It’s relatively common to see sports interrupted for weather warnings, and to see viewers get mad about that. It’s much more unusual to see a local station apologize for a decision to not cut into live sports for a weather warning. But that’s what NBC 5 Dallas-Fort Worth (KXAS) did Monday, apologizing for a delay in interrupting the Sunday Night Football clash between the Philadelphia Eagles and the Dallas Cowboys to warn about the three tornadoes that hit the Dallas area Sunday night. Here’s their statement:
During Sunday night’s Dallas Cowboys game, we made a mistake by not immediately interrupting the football game with a Tornado Warning.
Although our meteorologists were tracking thunderstorms across the area when the National Weather Service issued a Tornado Warning for Dallas County, we delayed breaking into programming for six minutes.
Our meteorologists were also streaming live weather coverage throughout the evening on our site, NBCDFW.com. We also alerted the football audience to our weather livestream throughout the game.
When it comes to dealing with severe weather, we know that seconds matter. We should have broken into football programming sooner. We apologize and want you to know that we’re doing everything in our power to make sure this does not happen again.
We look forward to regaining the trust of anyone we may have disappointed.
This came after KXAS took criticism on social media for that decision, including from Dallas TV critic Ed Bark (formerly of The Dallas Morning News):
Nothing lights up my Twitter feed like an emergency weather coverage debate — during a Cowboys game. Praise to Fox4, WFAA, CBS11 for non-stop, ad-free reports. NBC5 certainly can be faulted for not at least cutting in during breaks from game. But $$ talks. So they mostly didn't.
— Ed Bark (@unclebarkycom) October 21, 2019
This highlights the challenges local TV stations face during extreme weather, as some of their viewers want very different things. Some viewers track storm information in various ways online and don’t want their TV programming interrupted for that, especially when it’s a live sports event and especially when the information is widely available elsewhere (as it was in this case). But others argue that extreme weather information should be distributed to everyone watching local broadcast TV stations immediately regardless of the impact for sports fans.
Continuing to show a sports event that many care about (bolstered in this case by a local team’s involvement) versus interrupting that for a weather update is a difficult line to walk, and it’s an issue that local stations and local meteorologists frequently have to grapple with. But most of the times we’ve seen this, it’s been from stations erring on the side of immediately going to a weather update and annoying sports fans who miss the game. It’s interesting to see KXAS instead choose to hold off on an on-station weather update, and to see them then taking criticism from those who want to see the weather update.
So while conflicts between weather updates and sports programming are far from new, this one is interesting for the far-from-standard outcome. And that illustrates that continuing to show sports rather than immediately breaking into programming for a weather update carries its own criticisms. In this specific case, those criticisms were strong enough to prompt this unusual apology from KXAS.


**WHAT YOU SHOULD DO:**
Give every line from the entries that contains "sacrificial".

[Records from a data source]
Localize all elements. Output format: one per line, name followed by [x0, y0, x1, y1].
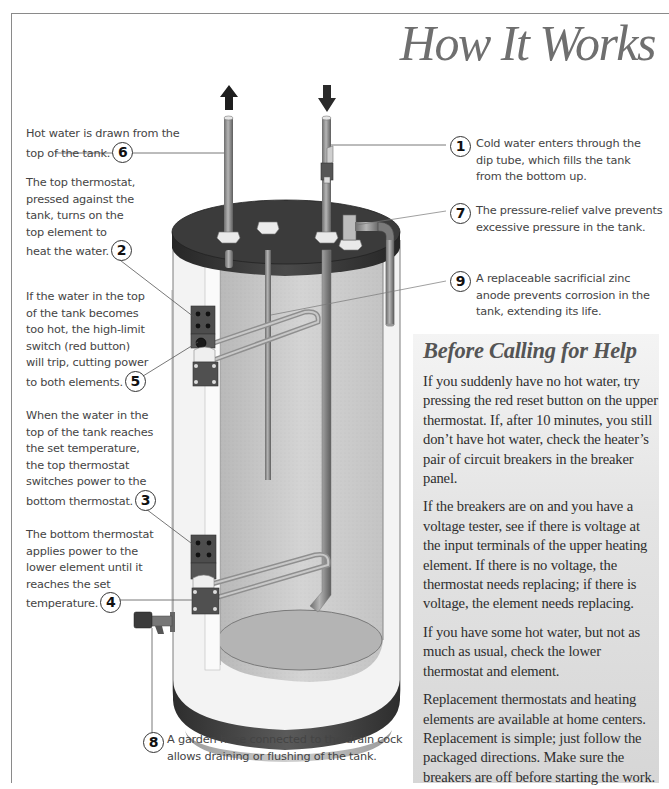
callout-line: anode prevents corrosion in the: [476, 288, 650, 305]
callout-line: applies power to the: [26, 544, 153, 561]
callout-4-bottom-thermostat: The bottom thermostat applies power to t…: [26, 527, 153, 614]
callout-8-drain-cock: 8 A garden hose connected to the drain c…: [141, 732, 402, 765]
sidebar-paragraph: If you suddenly have no hot water, try p…: [423, 372, 659, 488]
callout-number-badge: 5: [125, 371, 146, 392]
callout-line: from the bottom up.: [476, 169, 641, 186]
callout-line: A replaceable sacrificial zinc: [476, 271, 650, 288]
callout-number-badge: 2: [111, 240, 132, 261]
callout-line: switches power to the: [26, 474, 156, 491]
callout-line: bottom thermostat.: [26, 494, 133, 507]
callout-line: top of the tank reaches: [26, 425, 156, 442]
callout-line: The pressure-relief valve prevents: [476, 203, 662, 220]
callout-line: top of the tank.: [26, 146, 110, 159]
callout-7-pressure-relief-valve: 7 The pressure-relief valve prevents exc…: [448, 203, 662, 236]
sidebar-heading: Before Calling for Help: [423, 338, 637, 364]
callout-1-cold-water-in: 1 Cold water enters through the dip tube…: [448, 136, 641, 186]
sidebar-paragraph: If the breakers are on and you have a vo…: [423, 497, 659, 613]
callout-line: temperature.: [26, 597, 98, 610]
callout-line: The top thermostat,: [26, 175, 135, 192]
callout-5-high-limit-switch: If the water in the top of the tank beco…: [26, 289, 148, 393]
callout-6-hot-water-out: Hot water is drawn from the top of the t…: [26, 126, 180, 164]
callout-line: Hot water is drawn from the: [26, 126, 180, 143]
callout-number-badge: 6: [112, 142, 133, 163]
callout-number-badge: 1: [450, 136, 471, 157]
before-calling-for-help-sidebar: Before Calling for Help If you suddenly …: [413, 334, 659, 783]
callout-line: reaches the set: [26, 577, 153, 594]
callout-line: A garden hose connected to the drain coc…: [167, 732, 402, 749]
callout-line: the set temperature,: [26, 441, 156, 458]
callout-line: the top thermostat: [26, 458, 156, 475]
callout-number-badge: 7: [450, 203, 471, 224]
callout-line: top element to: [26, 225, 135, 242]
callout-line: lower element until it: [26, 560, 153, 577]
callout-line: When the water in the: [26, 408, 156, 425]
callout-number-badge: 4: [100, 592, 121, 613]
callout-line: will trip, cutting power: [26, 355, 148, 372]
callout-line: excessive pressure in the tank.: [476, 220, 662, 237]
callout-line: pressed against the: [26, 192, 135, 209]
hot-water-out-arrow-icon: [220, 85, 238, 110]
callout-2-top-thermostat: The top thermostat, pressed against the …: [26, 175, 135, 262]
callout-line: switch (red button): [26, 339, 148, 356]
callout-line: allows draining or flushing of the tank.: [167, 749, 402, 766]
callout-line: to both elements.: [26, 375, 123, 388]
callout-line: The bottom thermostat: [26, 527, 153, 544]
callout-line: tank, turns on the: [26, 208, 135, 225]
sidebar-body: If you suddenly have no hot water, try p…: [423, 372, 659, 789]
callout-line: dip tube, which fills the tank: [476, 153, 641, 170]
callout-line: heat the water.: [26, 245, 109, 258]
callout-line: of the tank becomes: [26, 306, 148, 323]
callout-3-switch-to-bottom: When the water in the top of the tank re…: [26, 408, 156, 512]
callout-9-anode-rod: 9 A replaceable sacrificial zinc anode p…: [448, 271, 650, 321]
callout-number-badge: 3: [135, 490, 156, 511]
callout-number-badge: 8: [143, 732, 164, 753]
sidebar-paragraph: If you have some hot water, but not as m…: [423, 623, 659, 681]
cold-water-in-arrow-icon: [318, 85, 336, 112]
callout-line: too hot, the high-limit: [26, 322, 148, 339]
callout-number-badge: 9: [450, 271, 471, 292]
callout-line: tank, extending its life.: [476, 304, 650, 321]
callout-line: Cold water enters through the: [476, 136, 641, 153]
callout-line: If the water in the top: [26, 289, 148, 306]
sidebar-paragraph: Replacement thermostats and heating elem…: [423, 690, 659, 787]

**RESPONSE:**
callout-line: A replaceable sacrificial zinc: [476, 271, 650, 288]
callout-9-anode-rod: 9 A replaceable sacrificial zinc anode p…: [448, 271, 650, 321]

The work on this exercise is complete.